How to communicate?

What makes communication effective?

  1. Know your audience → Adapt your level of detail, terminology, and examples depending on who you are speaking to (peers vs non-experts).
  2. Clarity over complexity → Simplicity ≠ loss of rigor. A clear explanation demonstrates deeper understanding.
  3. Structure your message → Every explanation should answer:
    • What is the problem?
    • Why does it matter?
    • What did you do?
    • What does it change?
  4. Use storytelling → Frame your research as a narrative:

    Problem ⇒ Approach ⇒ Result ⇒ Impact

  5. Avoid jargon (when possible) → If technical terms are necessary, define them briefly and intuitively.

How to improve immediately

  1. The 1-minute test → Explain your research in under 1 minute. If you can't, simplify further.
  2. The "outside your field" test → Explain your work to someone in a different discipline. If they understand the core idea, you are on the right track.
  3. Use analogies and visuals → Translate abstract/theoretical concepts into more relatable ideas.
  4. Be intentional with slides: One idea per slide; minimal text; visual support > written explanation
  5. Pause and engage → Allow time for questions and interaction

Practice & Skill Development

Communication improves through deliberate practice:

  1. Peer practice sessions → Present to fellow students, PhDs, or postdocs; ask for targeted feedback (clarity, pacing, structure)
  2. Join or create informal speaking spaces → Low-pressure environments are ideal for experimenting and improving
  3. Record yourself → Identify unclear explanations, filler words, and pacing issues
  4. Manage performance anxiety → Prepare your opening; practice in low-stakes settings; use breathing techniques to regulate nerves

Institutional & Structural Suggestions

To support long-term improvement, communication should be fully integrated into academic culture:

  1. Science Communication Workshops → sessions led by trained communicators or experienced researchers; focus on public speaking, storytelling, and audience adaptation
  2. Integration into curricula → Include communication components in courses and research projects
  3. Dedicated communication support → Establish or promote a Faculty Science Communicator role
  4. Practice platforms → Create recurring, student-led events where researchers can present informally (e.g. Café Lorentz)

Applying this to your own research

To directly apply these principles write a 2-paragraph summary of your research.

Translate it into:

  • A 1-minute explanation
  • A 3-minute structured talk

Identify:

  • Your audience
  • Your key message
  • Your desired impact

Then test and refine through practice.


# ASSIGNED TASK:
Only the lines from the line containing "For every button, label, input, icon, or" to the end of the records, both included, belong in the answer, copied exactly.

*** Opening of PROVIDED MATERIAL ***

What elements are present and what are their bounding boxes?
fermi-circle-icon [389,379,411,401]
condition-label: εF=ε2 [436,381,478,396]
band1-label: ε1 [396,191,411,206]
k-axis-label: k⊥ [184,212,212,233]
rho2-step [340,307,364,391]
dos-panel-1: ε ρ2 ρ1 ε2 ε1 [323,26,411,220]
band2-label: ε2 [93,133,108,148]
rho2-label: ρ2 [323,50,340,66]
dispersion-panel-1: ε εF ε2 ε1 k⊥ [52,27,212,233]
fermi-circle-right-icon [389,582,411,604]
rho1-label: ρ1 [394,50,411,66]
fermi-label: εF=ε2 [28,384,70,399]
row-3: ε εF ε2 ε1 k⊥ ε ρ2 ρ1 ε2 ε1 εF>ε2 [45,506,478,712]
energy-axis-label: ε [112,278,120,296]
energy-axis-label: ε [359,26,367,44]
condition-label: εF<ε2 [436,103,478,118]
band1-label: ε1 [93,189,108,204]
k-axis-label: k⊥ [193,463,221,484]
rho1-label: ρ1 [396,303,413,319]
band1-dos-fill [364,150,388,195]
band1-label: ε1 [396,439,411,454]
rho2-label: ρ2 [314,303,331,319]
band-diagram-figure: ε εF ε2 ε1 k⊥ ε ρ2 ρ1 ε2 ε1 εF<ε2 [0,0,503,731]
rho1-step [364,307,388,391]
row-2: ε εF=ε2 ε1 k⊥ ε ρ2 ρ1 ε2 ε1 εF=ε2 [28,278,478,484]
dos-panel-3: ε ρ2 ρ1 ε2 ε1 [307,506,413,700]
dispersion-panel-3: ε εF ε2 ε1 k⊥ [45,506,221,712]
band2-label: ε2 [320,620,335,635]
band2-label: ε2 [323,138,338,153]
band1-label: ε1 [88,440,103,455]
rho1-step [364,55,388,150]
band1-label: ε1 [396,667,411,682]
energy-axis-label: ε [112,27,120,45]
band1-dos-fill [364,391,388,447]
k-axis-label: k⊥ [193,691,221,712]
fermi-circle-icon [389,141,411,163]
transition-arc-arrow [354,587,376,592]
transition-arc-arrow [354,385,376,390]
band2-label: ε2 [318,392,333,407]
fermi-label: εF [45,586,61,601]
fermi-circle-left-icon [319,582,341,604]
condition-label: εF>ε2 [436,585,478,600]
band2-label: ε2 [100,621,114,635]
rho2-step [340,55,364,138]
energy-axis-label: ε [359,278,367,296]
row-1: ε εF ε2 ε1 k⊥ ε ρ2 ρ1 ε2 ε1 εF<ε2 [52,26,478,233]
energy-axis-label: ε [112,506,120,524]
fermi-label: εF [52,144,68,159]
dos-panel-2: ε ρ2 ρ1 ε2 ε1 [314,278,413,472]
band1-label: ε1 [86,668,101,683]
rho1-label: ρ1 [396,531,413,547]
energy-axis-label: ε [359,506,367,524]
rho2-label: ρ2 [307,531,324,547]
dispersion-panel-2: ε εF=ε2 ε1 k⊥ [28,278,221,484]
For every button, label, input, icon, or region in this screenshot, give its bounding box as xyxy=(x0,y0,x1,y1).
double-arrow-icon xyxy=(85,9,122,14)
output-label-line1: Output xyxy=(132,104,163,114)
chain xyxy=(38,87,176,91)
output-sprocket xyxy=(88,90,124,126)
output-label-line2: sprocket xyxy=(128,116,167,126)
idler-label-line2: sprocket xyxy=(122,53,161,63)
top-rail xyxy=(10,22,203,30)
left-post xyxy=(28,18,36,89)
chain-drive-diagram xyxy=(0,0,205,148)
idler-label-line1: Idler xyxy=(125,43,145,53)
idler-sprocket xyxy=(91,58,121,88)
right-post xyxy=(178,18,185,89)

*** Close of PROVIDED MATERIAL ***

# ANSWER SECTION:
For every button, label, input, icon, or region in this screenshot, give its bounding box as xyxy=(x0,y0,x1,y1).
double-arrow-icon xyxy=(85,9,122,14)
output-label-line1: Output xyxy=(132,104,163,114)
chain xyxy=(38,87,176,91)
output-sprocket xyxy=(88,90,124,126)
output-label-line2: sprocket xyxy=(128,116,167,126)
idler-label-line2: sprocket xyxy=(122,53,161,63)
top-rail xyxy=(10,22,203,30)
left-post xyxy=(28,18,36,89)
chain-drive-diagram xyxy=(0,0,205,148)
idler-label-line1: Idler xyxy=(125,43,145,53)
idler-sprocket xyxy=(91,58,121,88)
right-post xyxy=(178,18,185,89)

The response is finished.